Industry Baseline Range
| Repair Type | Typical Range | Notes |
|---|---|---|
| Small pothole (under 4 sq ft) | $150 to $500 | Mobilization usually dominates |
| Medium pothole (4 to 16 sq ft) | $400 to $1,500 | Cut-out and full-depth hot-mix patch |
| Large pothole or patch (over 16 sq ft) | $1,200 to $5,000+ | Mobilization sets the floor |
| Alligator section remediation | $8.00 to $20.00 per sq ft | Includes base reconstruction |
| Industrial dock-approach repair | $12.00 to $30.00 per sq ft | Reinforced section + drainage |
| Mill-and-overlay (commercial) | $3.00 to $7.00 per sq ft | Resurface-ready surfaces only |
Current Market Reality
Tualatin repair pricing in 2026 is running above baseline, with industrial work running the highest premium because of the load-rated spec and access constraints. Mobilization is the largest single line item on small jobs. Property managers cut unit cost dramatically by batching: an industrial-park sweep of dock-approach repairs and drive-aisle patches in one mobilization typically delivers 30 to 50 percent unit savings versus piecemeal calls.
Pair Repair With Preventive Work
Repair without preventive maintenance is a treadmill. A patched dock approach with no follow-on sealcoat is the first patch of many.
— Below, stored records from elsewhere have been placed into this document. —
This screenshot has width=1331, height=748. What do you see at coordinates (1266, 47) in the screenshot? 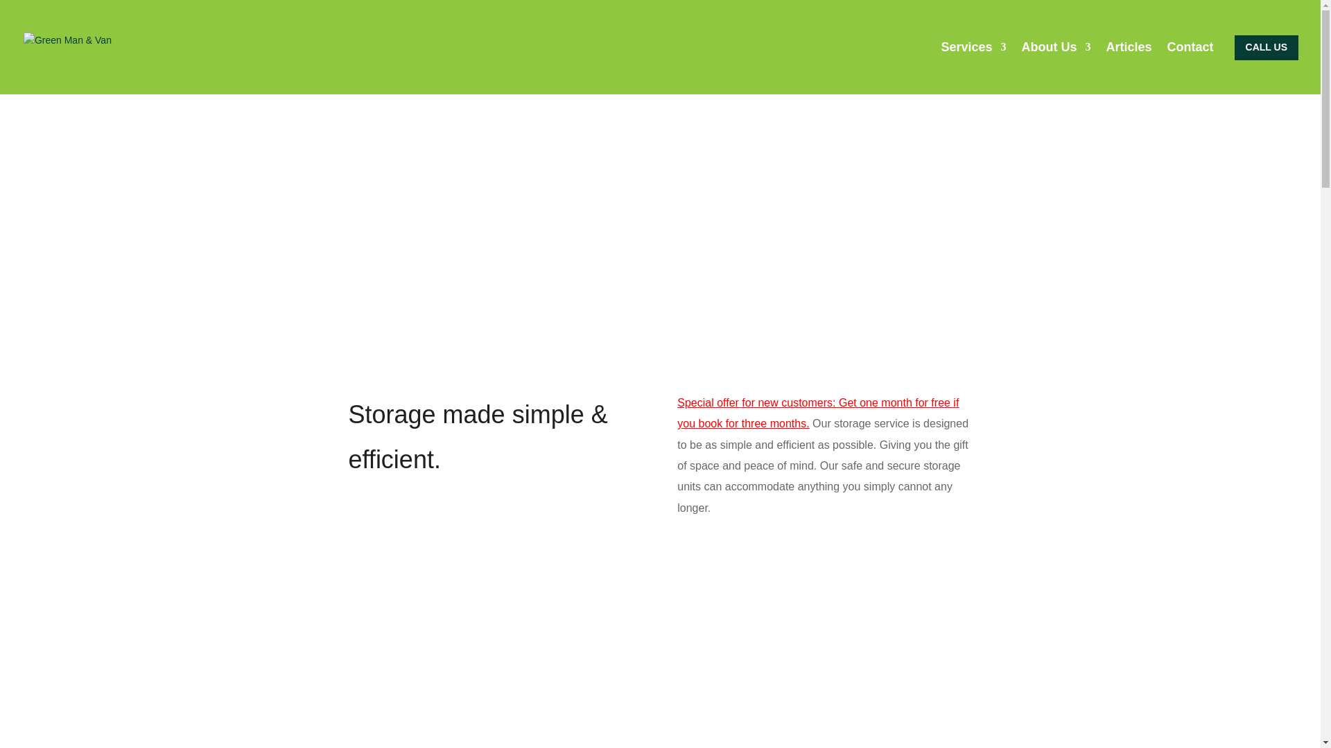
I see `CALL US` at bounding box center [1266, 47].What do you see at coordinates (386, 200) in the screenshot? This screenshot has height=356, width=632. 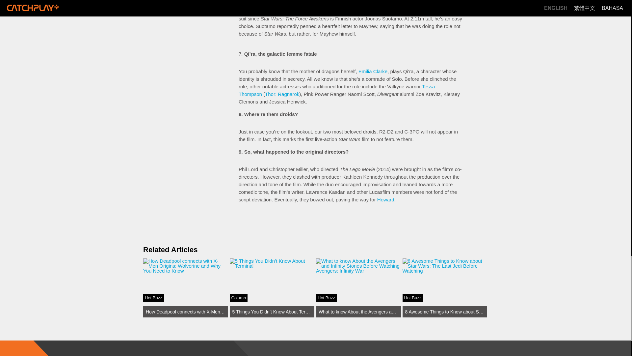 I see `Howard` at bounding box center [386, 200].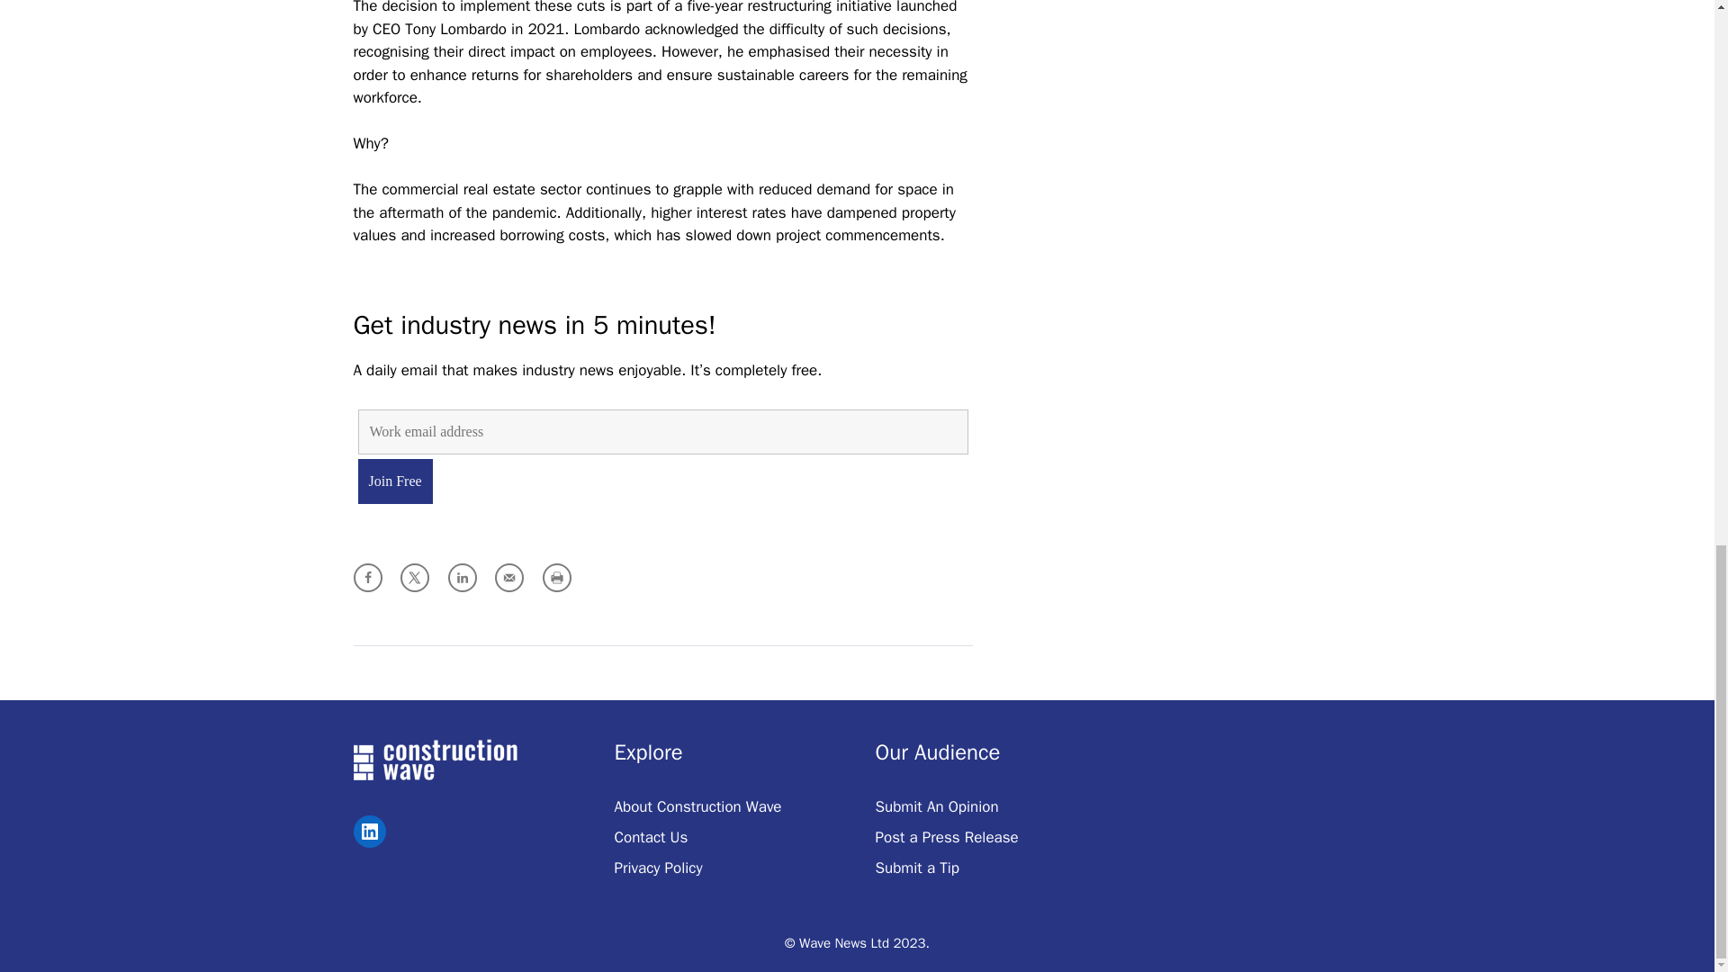 This screenshot has height=972, width=1728. Describe the element at coordinates (462, 578) in the screenshot. I see `Share on LinkedIn` at that location.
The economics get much better when repair is paired with Tualatin sealcoating every 2 to 3 years and yearly crack-sealing. The combination typically doubles pavement life.
For commercial and industrial property managers, a yearly asphalt maintenance services program -- crack-seal yearly, sealcoat triennially, restripe as needed -- usually costs less per year than reactive repair alone. Bundle this with periodic Tualatin parking lot striping refresh to keep paint reflectivity inside compliance.
Property-Manager Triage Order
For Tualatin commercial and industrial sites, the triage order is:
- Pedestrian-path hazards -- pothole-level defects in employee walking routes.
- ADA-accessible path failures -- separate Title III exposure.
- Dock-approach and trailer-parking failures -- operational impact plus forklift damage exposure.
- Drive-aisle alligator sections -- structural failures that will worsen rapidly.
- Cosmetic surface cracking -- last priority.
A reputable contractor walks the site, photographs and measures each defect, and ranks the repair list by exposure. Documentation matters as much as the repair itself.
Tualatin Climate and Repair Timing
Tualatin's climate produces a predictable repair calendar. The city averages 40 inches of annual rainfall, most October through May, with 10 to 14 hard freeze events per winter. Pothole formation peaks in March and April -- 6 to 10 weeks after the December and January freeze events that drove water into hairline cracks the prior fall. The optimal repair sequence is crack-sealing in August or September, then any structural repair through summer, then a final triage pass in late October before the rains shut down hot-mix availability.
For industrial property managers, this rhythm matters. Scheduling repair work in the back half of the paving season -- August through October -- often means competing with the peak summer demand for crews. Booking your work in May or June, immediately after the rains end, typically delivers better pricing and faster scheduling than waiting for the August-through-October crush.
Get a Tualatin Repair Quote
Every Tualatin repair starts with a site walk and a defect map. Request a Tualatin repair quote and Cojo will map the failures, rank by liability and structural priority, and bid the work with a clear scope.